A Stone Alone

Always a Goddess: On his new solo album, Jagger is in his element - and several others as well.Photo: Albert Sanchez

I always hate nostalgia / living in the past, Mick Jagger moans at the beginning of “Too Far Gone,” a sentimental ballad on his new solo album, Goddess in the Doorway. “No use getting misty-eyed / It all screamed by so fast.” It might sound like a bit much coming from a 58-year-old who makes a living celebrating his youth in front of thousands, but as a solo artist Jagger has gone to great lengths to show time is on his side: He’s recorded with Bill Laswell, collaborated with Dave Stewart, and even invited Flea to play on Wandering Spirit. Perhaps Jagger, without Keith Richards in the role of hellhound on his trail, is freed from his audience’s expectation of how a Rolling Stones album should sound. Or maybe Richards just wouldn’t put up with such nonsense.

Unlike Jagger’s past solo efforts, however, Goddess works precisely because of the modern musical touches Keith might dismiss as bollocks, from the pulsing electronic rhythms of “Gun” to the Caribbean flair of the Wyclef Jean-produced “Hide Away.” On “Joy” and the title track, Jagger and Matt Clifford (one of several producers) update the decadent dance rhythms the Stones experimented with in the late seventies and then abandoned to go back to blues rock. Even if it’s not quite the departure it was rumored to be – Jagger’s planned collaboration with Missy Elliott didn’t make the album – Goddess is the only forward-looking project by a Rolling Stone since the band flirted with disco on “Miss You.”

The tracks that remain rooted in rock also make a case for Jagger as a solo artist as opposed to merely a front man between megatours. “God Gave Me Everything,” a duet with Lenny Kravitz, is about a horny old rocker who finally realizes that he really can always get what he wants but isn’t afraid to share, and the country-flavored “Too Far Gone” reveals a glimpse of Jagger “lost in starry dreams / And now watch my children / Just downloading them to screens.” He knows pop culture is passing him by. But for the first time in a while, he’s not content to simply stand there and ogle.

While Jagger searched the globe for fresh sounds – writing in the south of France, recording in the Caribbean, composing with Kravitz in Miami – his peer Paul McCartney simply stepped into a studio with a band he had never met before. At the very least, Driving Rain proves that inspiration can be found closer to home. McCartney has never been the most ambitious Beatle – no primal-scream therapy for him, thanks so much – and recently, his simplest work has been his best. His classical “Liverpool Oratorio” project didn’t exactly make Beethoven roll over, but on Run Devil Run, his 1999 album of stripped-down early-rock covers, he reconnected with the music he grew up on. And while “From a Lover to a Friend” is sappy even by the standards of some of his silly love songs, much of Driving Rain has that same loose-limbed energy.

Garth Brooks drove country music’s pickup-truck populism off the back roads and into the suburbs, replacing the genre’s traditional specificity of place with an information-age emotional sprawl. Now, four years after the Central Park appearance that put him in front of so many city folks and two years after the “Chris Gaines” rock project that confused every single last one of them, the Cat in the Hat is back with Scarecrow, which he says will be his final album. (Having broken just about every sales record, Brooks now seems bent on selling more albums than the Beatles and milking his announced retirement more than the Who.)

Scarecrow is restrained by Brooks’s standards, which means it’s closer to the seventies AM of James Taylor than Bob Seger. As always, Brooks crosses boundaries: “Mr. Midnight” is a power ballad for a lost highway, and the closest thing to a purist move is “Beer Run,” a good-times anthem with a guest vocal from George Jones and an attitude that could have been borrowed from George Thorogood. The one song here that could sum up Brooks’s entire career is “Squeeze Me In,” on which he and Trisha Yearwood trade verses about not spending enough quality time together. “I’ve been faxing you love notes all day long,” Yearwood pouts, a coal-miner’s daughter lost in Larchmont, “but you don’t ever fax me back.” Couldn’t she just page him?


- _TASK DETAILS_
Omitting every picture, output the records below exactly, please.

Stored data entries
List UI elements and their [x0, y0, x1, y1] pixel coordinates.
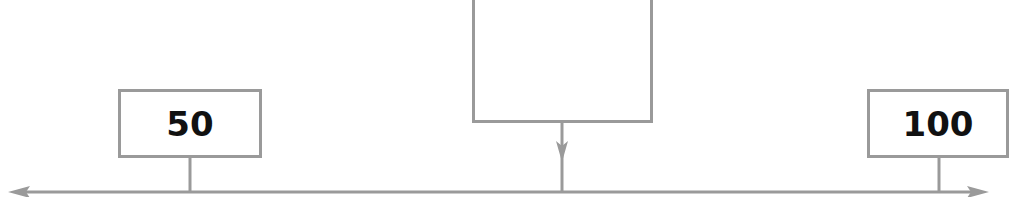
right-value-box: 100 [867, 89, 1009, 158]
left-value-box: 50 [118, 89, 262, 158]
right-value-label: 100 [903, 104, 974, 144]
unknown-value-box[interactable] [472, 0, 653, 123]
left-value-label: 50 [166, 104, 213, 144]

- _EXERCISE OUTPUT_
List UI elements and their [x0, y0, x1, y1] pixel coordinates.
right-value-box: 100 [867, 89, 1009, 158]
left-value-box: 50 [118, 89, 262, 158]
right-value-label: 100 [903, 104, 974, 144]
unknown-value-box[interactable] [472, 0, 653, 123]
left-value-label: 50 [166, 104, 213, 144]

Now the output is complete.